Changpeng Zhao (pictured), the founder and chief executive of Binance, said it was not “100%” the responsibility of watchdogs to protect consumers and the crypto sector had to play its own part. However, he said preventing a rogue figure from evading regulators was difficult.
“No one can protect [from] a bad player, to be very frank, if a guy is very good at lying, and very good at just pretending to be what he’s not. [If] somebody wants to violate the law, the law is not going to prevent that. The law can help to reduce that,” Zhao said, speaking on Monday at the B20 business summit in Bali.
Zhao did not refer to the founder of FTX, Sam Bankman-Fried, in his comments but was responding to a question about regulation after the FTX collapse.

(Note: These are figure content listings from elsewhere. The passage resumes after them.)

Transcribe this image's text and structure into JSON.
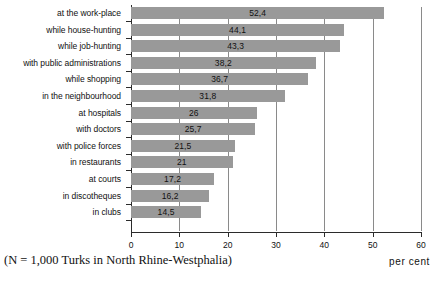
{
  "chart_data": {
    "type": "bar",
    "orientation": "horizontal",
    "title": "",
    "subtitle": "",
    "xlabel": "per cent",
    "ylabel": "",
    "xlim": [
      0,
      60
    ],
    "xticks": [
      "0",
      "10",
      "20",
      "30",
      "40",
      "50",
      "60"
    ],
    "grid": true,
    "grid_axis": "x",
    "legend": "none",
    "bar_color": "#999999",
    "axis_color": "#2b2b2b",
    "categories": [
      "at the work-place",
      "while house-hunting",
      "while job-hunting",
      "with public administrations",
      "while shopping",
      "in the neighbourhood",
      "at hospitals",
      "with doctors",
      "with police forces",
      "in restaurants",
      "at courts",
      "in discotheques",
      "in clubs"
    ],
    "values": [
      52.4,
      44.1,
      43.3,
      38.2,
      36.7,
      31.8,
      26,
      25.7,
      21.5,
      21,
      17.2,
      16.2,
      14.5
    ],
    "value_labels": [
      "52,4",
      "44,1",
      "43,3",
      "38,2",
      "36,7",
      "31,8",
      "26",
      "25,7",
      "21,5",
      "21",
      "17,2",
      "16,2",
      "14,5"
    ]
  },
  "footnote": "(N = 1,000 Turks in North Rhine-Westphalia)",
  "unit_label": "per cent"
}
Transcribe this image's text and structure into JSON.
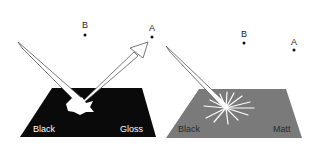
{
  "panels": [
    {
      "name": "gloss",
      "surface_label_left": "Black",
      "surface_label_right": "Gloss",
      "surface_color": "#0a0a0a",
      "point_a": "A",
      "point_b": "B"
    },
    {
      "name": "matt",
      "surface_label_left": "Black",
      "surface_label_right": "Matt",
      "surface_color": "#7a7a7a",
      "point_a": "A",
      "point_b": "B"
    }
  ]
}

The FTX group, a top five cryptocurrency exchange before its implosion, filed for bankruptcy protection in the US on Friday. The Financial Times reported at the weekend that FTX had $9bn (£7.65bn) of liabilities and $900m in liquid assets – those it could easily sell – when it collapsed.
Zhao also announced on Monday plans for an “industry recovery fund” to help crypto firms that are illiquid, or struggling to sell assets in a volatile market.
“To reduce further cascading negative effects of FTX, Binance is forming an industry recovery fund, to help projects who are otherwise strong, but in a liquidity crisis,” he wrote.
”To reduce further cascading negative effects of FTX, Binance is forming an industry recovery fund, to help projects who are otherwise strong, but in a liquidity crisis. More details to come soon. In the meantime, please contact Binance Labs if you think you qualify.”
Before its collapse, FTX had performed a lender-of-last-resort role for crypto firms that were struggling after a marked decline in the digital asset market since November last year – a period over which the collective value of crypto assets fell from $3tn to less than $1tn.
Hours before FTX collapsed last Friday, BlockFi, a crypto lender, said it was pausing customer withdrawals due to the FTX situation. FTX had bailed out BlockFi in June with a $250m loan, a week after Bankman-Fried’s company had loaned almost $500m to the struggling crypto broker Voyager Digital.
Speaking in Bali, Zhao repeated calls for crypto regulation. Bankman-Fried had been lobbying on the issue in Washington before FTX’s collapse, in a source of apparent tension with Zhao.
“We’re in a new industry, we’ve seen in the past week, things go crazy in the industry,” Zhao said. “We do need some regulations, we do need to do this properly, we do need to do this in a stable way.”